Friday, September 16, 2011

MONEY-MAKING RED LIGHT CAMERAS

There is no doubt that cities use red-light cameras for one purpose, and it’s not for traffic safety. Those cameras are cash cows for both the cities and the camera vendors and that is why they have been installed. More and more cities have been doing away with those cameras. In Houston, it has been a total fiasco!

THE RED LIGHT CAMERA CIRCUS
By Mandy Oaklander

Houston Press Hair Balls
September 14, 2011

Hot tip for all those cities considering a red-light camera program: Check out how Houston did it, and then do the exact opposite.

Houston's danse macabre with camera vendor American Traffic Solutions (ATS) may have botched the city's budget, business reputation, and credibility. Mayor Annise Parker flip-flopped on the issue at every turn. First, she allowed the very life pulse of the cameras to go to a vote; then, in accordance with the voice of the people, she turned them off. Threatened by ATS's damage estimate in the 20 millions, she turned them back on. And finally, facing a near-uprising, she extinguished the cameras once more.

She did, however, manage to unite the most polar of political groups. From Tea Partiers to Black Panthers, Houstonians hate the red-light cameras. And that's without even knowing the full story.

This is the story of how two brothers, Paul and Michael Kubosh, rallied about 186,000 people to demand the end of red-light cameras.

The Kuboshes seem unlikely champions of the voice of the people. Both are Republicans, and both have pretty reviled professions. Paul is a traffic attorney (a "bottom feeder," he says he's called) and Michael is a bail bondsman. But both are experts in the politics and what they call trickery of red-light camera companies, having studied them since the early 1990s.

The worst part, they say, is that Houston is in on it too -- that the cameras are about money, not safety.

ATS and Houston both deny it. But it only takes a trip to the next town over to find the same thing happening.

Kyle Sadler is the president of a boutique investment firm in Humble. Ever since he got a ticket for a right turn on red, he's been investigating the cameras. The city of Humble, he found, isn't very open to discussing the program.

On the city's web site, only five of the 10 camera locations are named, though it seems to be presented as an exhaustive list. (City manager Darrell Boeske told us he probably just forgot to update the web site.) Humble's mayor refuses to let him speak at city council meetings about starting a petition to turn the cameras off, Sadler says. And the lists of violations he's requested from the city have serious discrepancies from one to the next. Sadler suspects that city council members aren't being ticketed. "There's a lot of stuff that's going on," he says. "We haven't even broken the surface."

That's just a taste of the red-light camera circus, folks. Things are even bigger and badder in Houston.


■ **Work to be completed**: Which of the lines below contain the string "this"? Copy each one.

■ **Figure collection entries**:
....
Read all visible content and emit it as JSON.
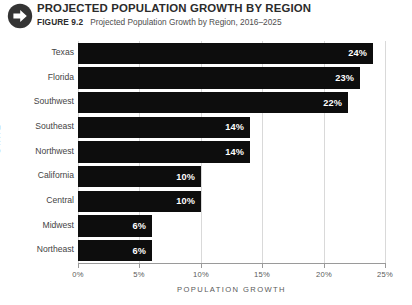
{
  "header": {
    "icon": "arrow-circle-right-icon",
    "main_title": "PROJECTED POPULATION GROWTH BY REGION",
    "figure_number": "FIGURE 9.2",
    "figure_caption": "Projected Population Growth by Region, 2016–2025"
  },
  "colors": {
    "bar": "#0d0d0d",
    "bar_label": "#ffffff",
    "gridline": "#d9d9d9",
    "axis": "#9a9a9a",
    "title": "#2b2b2b",
    "text": "#4d4d4d"
  },
  "chart_data": {
    "type": "bar",
    "orientation": "horizontal",
    "title": "Projected Population Growth by Region, 2016–2025",
    "categories": [
      "Texas",
      "Florida",
      "Southwest",
      "Southeast",
      "Northwest",
      "California",
      "Central",
      "Midwest",
      "Northeast"
    ],
    "values": [
      24,
      23,
      22,
      14,
      14,
      10,
      10,
      6,
      6
    ],
    "value_labels": [
      "24%",
      "23%",
      "22%",
      "14%",
      "14%",
      "10%",
      "10%",
      "6%",
      "6%"
    ],
    "xlabel": "POPULATION GROWTH",
    "ylabel": "STATE",
    "xlim": [
      0,
      25
    ],
    "xticks": [
      0,
      5,
      10,
      15,
      20,
      25
    ],
    "xtick_labels": [
      "0%",
      "5%",
      "10%",
      "15%",
      "20%",
      "25%"
    ],
    "grid": "vertical",
    "legend": "none"
  }
}
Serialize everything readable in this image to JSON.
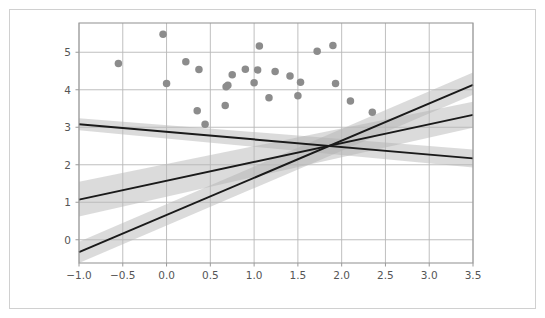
{
  "figure": {
    "background_color": "#ffffff",
    "border_color": "#d0d0d0",
    "axes_color": "#9a9a9a",
    "grid_color": "#b8b8b8"
  },
  "chart_data": {
    "type": "scatter",
    "title": "",
    "xlabel": "",
    "ylabel": "",
    "xlim": [
      -1.0,
      3.5
    ],
    "ylim": [
      -0.62,
      5.78
    ],
    "grid": true,
    "legend": "none",
    "xticks": [
      "-1.0",
      "-0.5",
      "0.0",
      "0.5",
      "1.0",
      "1.5",
      "2.0",
      "2.5",
      "3.0",
      "3.5"
    ],
    "xtick_values": [
      -1.0,
      -0.5,
      0.0,
      0.5,
      1.0,
      1.5,
      2.0,
      2.5,
      3.0,
      3.5
    ],
    "yticks": [
      "0",
      "1",
      "2",
      "3",
      "4",
      "5"
    ],
    "ytick_values": [
      0,
      1,
      2,
      3,
      4,
      5
    ],
    "point_color": "#8c8c8c",
    "point_size": 7.5,
    "points": [
      {
        "x": -0.55,
        "y": 4.7
      },
      {
        "x": -0.04,
        "y": 5.48
      },
      {
        "x": 0.0,
        "y": 4.17
      },
      {
        "x": 0.22,
        "y": 4.75
      },
      {
        "x": 0.35,
        "y": 3.44
      },
      {
        "x": 0.37,
        "y": 4.54
      },
      {
        "x": 0.44,
        "y": 3.08
      },
      {
        "x": 0.67,
        "y": 3.58
      },
      {
        "x": 0.68,
        "y": 4.08
      },
      {
        "x": 0.7,
        "y": 4.12
      },
      {
        "x": 0.75,
        "y": 4.4
      },
      {
        "x": 0.9,
        "y": 4.55
      },
      {
        "x": 1.0,
        "y": 4.19
      },
      {
        "x": 1.04,
        "y": 4.53
      },
      {
        "x": 1.06,
        "y": 5.17
      },
      {
        "x": 1.17,
        "y": 3.79
      },
      {
        "x": 1.24,
        "y": 4.49
      },
      {
        "x": 1.41,
        "y": 4.37
      },
      {
        "x": 1.5,
        "y": 3.84
      },
      {
        "x": 1.53,
        "y": 4.2
      },
      {
        "x": 1.72,
        "y": 5.03
      },
      {
        "x": 1.9,
        "y": 5.18
      },
      {
        "x": 1.93,
        "y": 4.17
      },
      {
        "x": 2.1,
        "y": 3.7
      },
      {
        "x": 2.35,
        "y": 3.4
      }
    ],
    "line_color": "#1a1a1a",
    "band_color": "#b0b0b0",
    "band_opacity": 0.45,
    "series": [
      {
        "name": "line-1",
        "x": [
          -1.0,
          3.5
        ],
        "y": [
          3.08,
          2.17
        ],
        "band_lower": [
          2.92,
          1.93
        ],
        "band_upper": [
          3.24,
          2.41
        ]
      },
      {
        "name": "line-2",
        "x": [
          -1.0,
          3.5
        ],
        "y": [
          1.07,
          3.33
        ],
        "band_lower": [
          0.62,
          2.99
        ],
        "band_upper": [
          1.55,
          3.68
        ]
      },
      {
        "name": "line-3",
        "x": [
          -1.0,
          3.5
        ],
        "y": [
          -0.33,
          4.13
        ],
        "band_lower": [
          -0.62,
          3.87
        ],
        "band_upper": [
          -0.05,
          4.46
        ]
      }
    ],
    "intersection": {
      "x": 1.83,
      "y": 2.52
    }
  }
}
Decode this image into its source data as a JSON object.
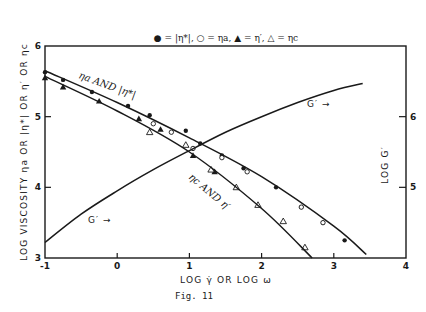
{
  "figure": {
    "caption": "Fig. 11",
    "legend": {
      "text": "● = |η*|,  ○ = ηa,  ▲ = η′,  △ = ηc",
      "items": [
        {
          "marker": "filled-circle",
          "label": "|η*|"
        },
        {
          "marker": "open-circle",
          "label": "ηa"
        },
        {
          "marker": "filled-triangle",
          "label": "η′"
        },
        {
          "marker": "open-triangle",
          "label": "ηc"
        }
      ]
    },
    "x_axis_label": "LOG γ̇  OR  LOG ω",
    "y_left_label": "LOG VISCOSITY  ηa OR |η*| OR η′ OR ηc",
    "y_right_label": "LOG G′",
    "x_ticks": [
      "-1",
      "0",
      "1",
      "2",
      "3",
      "4"
    ],
    "y_left_ticks": [
      "3",
      "4",
      "5",
      "6"
    ],
    "y_right_ticks": [
      "5",
      "6"
    ],
    "annotations": {
      "upper_curve": "ηa AND |η*|",
      "lower_curve": "ηc AND η′",
      "g_prime_upper": "G′ →",
      "g_prime_lower": "G′ →"
    }
  },
  "chart_data": {
    "type": "line",
    "title": "● = |η*|, ○ = ηa, ▲ = η′, △ = ηc",
    "caption": "Fig. 11",
    "xlabel": "LOG γ̇ OR LOG ω",
    "ylabel": "LOG VISCOSITY ηa OR |η*| OR η′ OR ηc",
    "y2label": "LOG G′",
    "xlim": [
      -1,
      4
    ],
    "ylim": [
      3,
      6
    ],
    "y2lim": [
      4,
      7
    ],
    "x_ticks": [
      -1,
      0,
      1,
      2,
      3,
      4
    ],
    "y_ticks": [
      3,
      4,
      5,
      6
    ],
    "y2_ticks": [
      5,
      6
    ],
    "grid": false,
    "legend_position": "top-center",
    "series": [
      {
        "name": "|η*| (filled circles)",
        "axis": "left",
        "marker": "filled-circle",
        "x": [
          -1.0,
          -0.75,
          -0.35,
          0.15,
          0.45,
          0.95,
          1.15,
          1.45,
          1.75,
          2.2,
          2.55,
          2.85,
          3.15
        ],
        "y": [
          5.63,
          5.52,
          5.35,
          5.15,
          5.02,
          4.8,
          4.62,
          4.45,
          4.27,
          4.0,
          3.72,
          3.5,
          3.25
        ]
      },
      {
        "name": "ηa (open circles)",
        "axis": "left",
        "marker": "open-circle",
        "x": [
          0.5,
          0.75,
          1.05,
          1.45,
          1.8,
          2.55,
          2.85
        ],
        "y": [
          4.9,
          4.78,
          4.55,
          4.42,
          4.22,
          3.72,
          3.5
        ]
      },
      {
        "name": "η′ (filled triangles)",
        "axis": "left",
        "marker": "filled-triangle",
        "x": [
          -1.0,
          -0.75,
          -0.25,
          0.3,
          0.6,
          1.05,
          1.35
        ],
        "y": [
          5.55,
          5.42,
          5.22,
          4.97,
          4.82,
          4.45,
          4.22
        ]
      },
      {
        "name": "ηc (open triangles)",
        "axis": "left",
        "marker": "open-triangle",
        "x": [
          0.45,
          0.95,
          1.3,
          1.65,
          1.95,
          2.3,
          2.6
        ],
        "y": [
          4.78,
          4.6,
          4.25,
          4.0,
          3.75,
          3.52,
          3.15
        ]
      },
      {
        "name": "ηa AND |η*| (fitted line)",
        "axis": "left",
        "x": [
          -1.0,
          0.0,
          1.0,
          2.0,
          3.0,
          3.45
        ],
        "y": [
          5.65,
          5.2,
          4.7,
          4.15,
          3.45,
          3.05
        ]
      },
      {
        "name": "ηc AND η′ (fitted line)",
        "axis": "left",
        "x": [
          -1.0,
          0.0,
          1.0,
          2.0,
          2.7
        ],
        "y": [
          5.57,
          5.08,
          4.5,
          3.7,
          3.0
        ]
      },
      {
        "name": "G′",
        "axis": "right",
        "x": [
          -1.0,
          -0.5,
          0.0,
          0.5,
          1.0,
          1.5,
          2.0,
          2.5,
          3.0,
          3.4
        ],
        "y": [
          4.22,
          4.62,
          4.95,
          5.25,
          5.52,
          5.78,
          6.0,
          6.2,
          6.37,
          6.47
        ]
      }
    ]
  }
}
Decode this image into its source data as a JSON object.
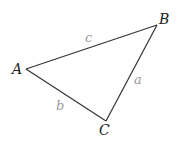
{
  "diagram": {
    "type": "triangle",
    "stroke_color": "#333333",
    "vertex_label_color": "#222222",
    "side_label_color": "#9a9a9a",
    "vertices": [
      {
        "id": "A",
        "label": "A",
        "x": 26,
        "y": 69,
        "label_x": 12,
        "label_y": 74
      },
      {
        "id": "B",
        "label": "B",
        "x": 157,
        "y": 25,
        "label_x": 159,
        "label_y": 24
      },
      {
        "id": "C",
        "label": "C",
        "x": 106,
        "y": 121,
        "label_x": 99,
        "label_y": 135
      }
    ],
    "sides": [
      {
        "id": "a",
        "label": "a",
        "from": "B",
        "to": "C",
        "label_x": 134,
        "label_y": 84
      },
      {
        "id": "b",
        "label": "b",
        "from": "A",
        "to": "C",
        "label_x": 56,
        "label_y": 110
      },
      {
        "id": "c",
        "label": "c",
        "from": "A",
        "to": "B",
        "label_x": 85,
        "label_y": 42
      }
    ]
  }
}
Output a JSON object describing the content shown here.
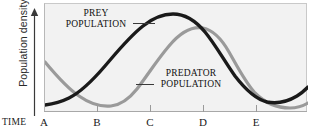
{
  "figure": {
    "ylabel": "Population density",
    "xlabel": "TIME"
  },
  "labels": {
    "prey_line1": "PREY",
    "prey_line2": "POPULATION",
    "predator_line1": "PREDATOR",
    "predator_line2": "POPULATION"
  },
  "colors": {
    "prey_curve": "#1a1a1a",
    "predator_curve": "#9a9a9a",
    "plot_background": "#f2f2f2",
    "axis": "#a8a8a8"
  },
  "xticks": [
    {
      "label": "A",
      "x": 0
    },
    {
      "label": "B",
      "x": 1
    },
    {
      "label": "C",
      "x": 2
    },
    {
      "label": "D",
      "x": 3
    },
    {
      "label": "E",
      "x": 4
    }
  ],
  "chart_data": {
    "type": "line",
    "title": "",
    "xlabel": "TIME",
    "ylabel": "Population density",
    "grid": false,
    "legend": "inline-annotations",
    "xlim": [
      0,
      4.4
    ],
    "ylim": [
      0,
      1
    ],
    "tick_labels": [
      "A",
      "B",
      "C",
      "D",
      "E"
    ],
    "series": [
      {
        "name": "PREY POPULATION",
        "color": "#1a1a1a",
        "points": [
          {
            "x": 0.0,
            "y": 0.07
          },
          {
            "x": 0.2,
            "y": 0.09
          },
          {
            "x": 0.4,
            "y": 0.14
          },
          {
            "x": 0.6,
            "y": 0.22
          },
          {
            "x": 0.85,
            "y": 0.33
          },
          {
            "x": 1.1,
            "y": 0.47
          },
          {
            "x": 1.4,
            "y": 0.63
          },
          {
            "x": 1.7,
            "y": 0.78
          },
          {
            "x": 2.0,
            "y": 0.89
          },
          {
            "x": 2.15,
            "y": 0.91
          },
          {
            "x": 2.35,
            "y": 0.9
          },
          {
            "x": 2.6,
            "y": 0.83
          },
          {
            "x": 2.9,
            "y": 0.68
          },
          {
            "x": 3.2,
            "y": 0.48
          },
          {
            "x": 3.5,
            "y": 0.28
          },
          {
            "x": 3.75,
            "y": 0.15
          },
          {
            "x": 3.95,
            "y": 0.1
          },
          {
            "x": 4.15,
            "y": 0.12
          },
          {
            "x": 4.4,
            "y": 0.19
          }
        ]
      },
      {
        "name": "PREDATOR POPULATION",
        "color": "#9a9a9a",
        "points": [
          {
            "x": 0.0,
            "y": 0.46
          },
          {
            "x": 0.25,
            "y": 0.34
          },
          {
            "x": 0.5,
            "y": 0.24
          },
          {
            "x": 0.75,
            "y": 0.16
          },
          {
            "x": 1.0,
            "y": 0.12
          },
          {
            "x": 1.25,
            "y": 0.11
          },
          {
            "x": 1.5,
            "y": 0.14
          },
          {
            "x": 1.8,
            "y": 0.24
          },
          {
            "x": 2.1,
            "y": 0.4
          },
          {
            "x": 2.4,
            "y": 0.58
          },
          {
            "x": 2.7,
            "y": 0.72
          },
          {
            "x": 2.9,
            "y": 0.76
          },
          {
            "x": 3.1,
            "y": 0.75
          },
          {
            "x": 3.4,
            "y": 0.66
          },
          {
            "x": 3.7,
            "y": 0.5
          },
          {
            "x": 4.0,
            "y": 0.31
          },
          {
            "x": 4.2,
            "y": 0.2
          },
          {
            "x": 4.4,
            "y": 0.14
          }
        ]
      }
    ],
    "annotations": [
      {
        "text": "PREY POPULATION",
        "target_series": "PREY POPULATION"
      },
      {
        "text": "PREDATOR POPULATION",
        "target_series": "PREDATOR POPULATION"
      }
    ]
  }
}
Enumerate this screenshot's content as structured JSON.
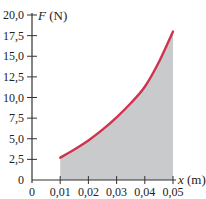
{
  "chart_data": {
    "type": "area",
    "title": "",
    "xlabel_var": "x",
    "xlabel_unit": " (m)",
    "ylabel_var": "F",
    "ylabel_unit": " (N)",
    "xlim": [
      0,
      0.05
    ],
    "ylim": [
      0,
      20
    ],
    "xticks": [
      0,
      0.01,
      0.02,
      0.03,
      0.04,
      0.05
    ],
    "xtick_labels": [
      "0",
      "0,01",
      "0,02",
      "0,03",
      "0,04",
      "0,05"
    ],
    "yticks": [
      0,
      2.5,
      5,
      7.5,
      10,
      12.5,
      15,
      17.5,
      20
    ],
    "ytick_labels": [
      "0",
      "2,5",
      "5,0",
      "7,5",
      "10,0",
      "12,5",
      "15,0",
      "17,5",
      "20,0"
    ],
    "grid": false,
    "series": [
      {
        "name": "F(x)",
        "x": [
          0.01,
          0.015,
          0.02,
          0.025,
          0.03,
          0.035,
          0.04,
          0.045,
          0.05
        ],
        "values": [
          2.7,
          3.7,
          4.8,
          6.1,
          7.6,
          9.3,
          11.3,
          14.3,
          18.0
        ],
        "color": "#d0324f",
        "fill": "#c9cacb"
      }
    ]
  }
}
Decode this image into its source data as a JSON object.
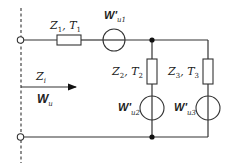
{
  "diagram": {
    "type": "equivalent-circuit",
    "labels": {
      "z1_main": "Z",
      "z1_sub": "1",
      "t1_main": "T",
      "t1_sub": "1",
      "sep": ", ",
      "wu1_main": "W'",
      "wu1_sub": "u1",
      "z2_main": "Z",
      "z2_sub": "2",
      "t2_main": "T",
      "t2_sub": "2",
      "z3_main": "Z",
      "z3_sub": "3",
      "t3_main": "T",
      "t3_sub": "3",
      "wu2_main": "W'",
      "wu2_sub": "u2",
      "wu3_main": "W'",
      "wu3_sub": "u3",
      "zi_main": "Z",
      "zi_sub": "i",
      "wu_main": "W",
      "wu_sub": "u"
    },
    "components": [
      {
        "id": "Z1",
        "kind": "resistor",
        "label": "Z1, T1"
      },
      {
        "id": "Wu1",
        "kind": "source",
        "label": "W'u1"
      },
      {
        "id": "Z2",
        "kind": "resistor",
        "label": "Z2, T2"
      },
      {
        "id": "Wu2",
        "kind": "source",
        "label": "W'u2"
      },
      {
        "id": "Z3",
        "kind": "resistor",
        "label": "Z3, T3"
      },
      {
        "id": "Wu3",
        "kind": "source",
        "label": "W'u3"
      }
    ],
    "colors": {
      "line": "#333333",
      "background": "#ffffff"
    }
  }
}
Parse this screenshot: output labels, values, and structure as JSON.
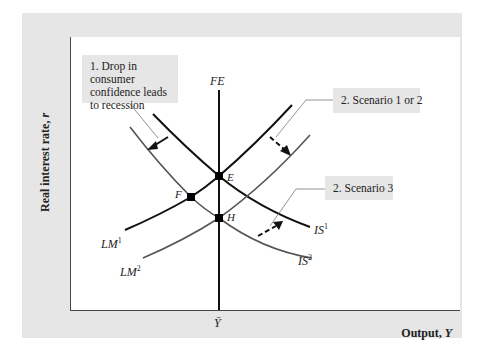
{
  "figure": {
    "y_axis_label": "Real interest rate,",
    "y_axis_var": "r",
    "x_axis_label": "Output,",
    "x_axis_var": "Y",
    "x_tick_label": "Ȳ",
    "curves": {
      "FE": {
        "name": "FE",
        "color": "#111111"
      },
      "LM1": {
        "base": "LM",
        "sup": "1",
        "color": "#111111"
      },
      "LM2": {
        "base": "LM",
        "sup": "2",
        "color": "#555555"
      },
      "IS1": {
        "base": "IS",
        "sup": "1",
        "color": "#111111"
      },
      "IS2": {
        "base": "IS",
        "sup": "2",
        "color": "#555555"
      }
    },
    "points": {
      "E": "E",
      "F": "F",
      "H": "H"
    },
    "annotations": {
      "note1": "1. Drop in consumer\n   confidence leads\n   to recession",
      "note2": "2. Scenario 1 or 2",
      "note3": "2. Scenario 3"
    },
    "colors": {
      "panel_bg": "#e6e6e6",
      "plot_bg": "#ffffff",
      "primary_curve": "#111111",
      "shifted_curve": "#555555",
      "leader_line": "#777777"
    }
  }
}
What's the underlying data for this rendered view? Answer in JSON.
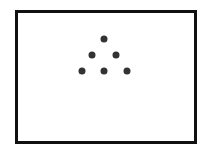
{
  "card": {
    "border_color": "#111111",
    "background": "#ffffff",
    "dot_color": "#333333",
    "dot_count": 6,
    "arrangement": "triangle",
    "dots": [
      {
        "x": 104,
        "y": 39
      },
      {
        "x": 92,
        "y": 55
      },
      {
        "x": 116,
        "y": 55
      },
      {
        "x": 82,
        "y": 71
      },
      {
        "x": 104,
        "y": 71
      },
      {
        "x": 127,
        "y": 71
      }
    ]
  }
}
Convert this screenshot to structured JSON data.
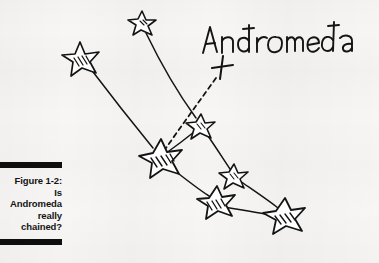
{
  "figure": {
    "caption_number": "Figure 1-2:",
    "caption_lines": [
      "Is",
      "Andromeda",
      "really",
      "chained?"
    ],
    "rule_color": "#0e0e0e",
    "ink_color": "#111111",
    "paper_color": "#f7f6f4"
  },
  "diagram": {
    "title_label": "Andromeda",
    "marker_glyph": "+",
    "marker_label": "cross-marker",
    "stars": [
      {
        "name": "star-top",
        "x": 142,
        "y": 22,
        "size": 11,
        "hatched": false
      },
      {
        "name": "star-upper-left",
        "x": 80,
        "y": 57,
        "size": 16,
        "hatched": true
      },
      {
        "name": "star-center-hub",
        "x": 200,
        "y": 125,
        "size": 11,
        "hatched": false
      },
      {
        "name": "star-left-mid",
        "x": 160,
        "y": 157,
        "size": 20,
        "hatched": true
      },
      {
        "name": "star-small-mid",
        "x": 233,
        "y": 175,
        "size": 11,
        "hatched": false
      },
      {
        "name": "star-lower-mid",
        "x": 216,
        "y": 201,
        "size": 17,
        "hatched": true
      },
      {
        "name": "star-bottom-right",
        "x": 284,
        "y": 214,
        "size": 19,
        "hatched": true
      }
    ],
    "solid_links": [
      {
        "from": "star-top",
        "to": "star-center-hub"
      },
      {
        "from": "star-upper-left",
        "to": "star-left-mid"
      },
      {
        "from": "star-center-hub",
        "to": "star-left-mid"
      },
      {
        "from": "star-center-hub",
        "to": "star-small-mid"
      },
      {
        "from": "star-left-mid",
        "to": "star-lower-mid"
      },
      {
        "from": "star-small-mid",
        "to": "star-bottom-right"
      },
      {
        "from": "star-lower-mid",
        "to": "star-bottom-right"
      }
    ],
    "dashed_links": [
      {
        "from": "star-left-mid",
        "to": "cross-marker"
      }
    ],
    "label_position": {
      "x": 200,
      "y": 47
    },
    "marker_position": {
      "x": 222,
      "y": 70
    }
  }
}
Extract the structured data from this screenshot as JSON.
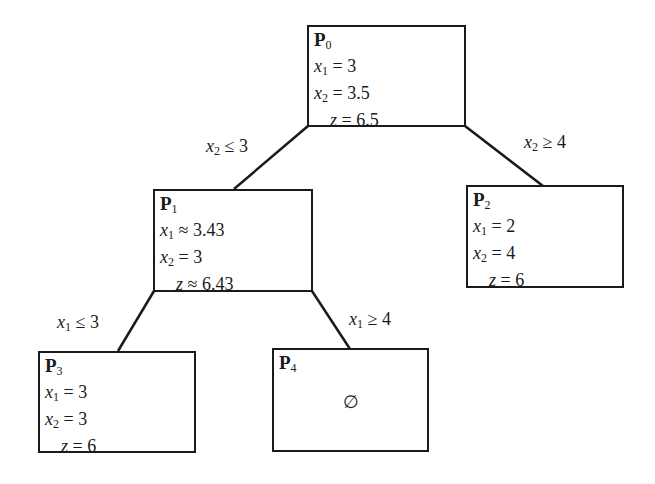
{
  "diagram": {
    "type": "branch-and-bound tree",
    "nodes": {
      "p0": {
        "title": "P",
        "index": "0",
        "rows": [
          {
            "var": "x",
            "sub": "1",
            "op": "=",
            "value": "3"
          },
          {
            "var": "x",
            "sub": "2",
            "op": "=",
            "value": "3.5"
          },
          {
            "var": "z",
            "sub": "",
            "op": "=",
            "value": "6.5"
          }
        ]
      },
      "p1": {
        "title": "P",
        "index": "1",
        "rows": [
          {
            "var": "x",
            "sub": "1",
            "op": "≈",
            "value": "3.43"
          },
          {
            "var": "x",
            "sub": "2",
            "op": "=",
            "value": "3"
          },
          {
            "var": "z",
            "sub": "",
            "op": "≈",
            "value": "6.43"
          }
        ]
      },
      "p2": {
        "title": "P",
        "index": "2",
        "rows": [
          {
            "var": "x",
            "sub": "1",
            "op": "=",
            "value": "2"
          },
          {
            "var": "x",
            "sub": "2",
            "op": "=",
            "value": "4"
          },
          {
            "var": "z",
            "sub": "",
            "op": "=",
            "value": "6"
          }
        ]
      },
      "p3": {
        "title": "P",
        "index": "3",
        "rows": [
          {
            "var": "x",
            "sub": "1",
            "op": "=",
            "value": "3"
          },
          {
            "var": "x",
            "sub": "2",
            "op": "=",
            "value": "3"
          },
          {
            "var": "z",
            "sub": "",
            "op": "=",
            "value": "6"
          }
        ]
      },
      "p4": {
        "title": "P",
        "index": "4",
        "content": "∅"
      }
    },
    "edges": {
      "p0_p1": {
        "var": "x",
        "sub": "2",
        "op": "≤",
        "value": "3"
      },
      "p0_p2": {
        "var": "x",
        "sub": "2",
        "op": "≥",
        "value": "4"
      },
      "p1_p3": {
        "var": "x",
        "sub": "1",
        "op": "≤",
        "value": "3"
      },
      "p1_p4": {
        "var": "x",
        "sub": "1",
        "op": "≥",
        "value": "4"
      }
    },
    "colors": {
      "stroke": "#1a1a1a",
      "background": "#ffffff"
    }
  }
}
....
■ **Written reply**:
Serialize everything readable in this image to JSON.
Decode this image into its source data as a JSON object.
Decode this image into its source data as a JSON object.
Enumerate this screenshot's content as structured JSON.
Decode this image into its source data as a JSON object.
Parse this screenshot: output labels, values, and structure as JSON.
What's the underlying data for this rendered view? Answer in JSON.
Convert this screenshot to structured JSON data.
Extract the structured data from this screenshot as JSON.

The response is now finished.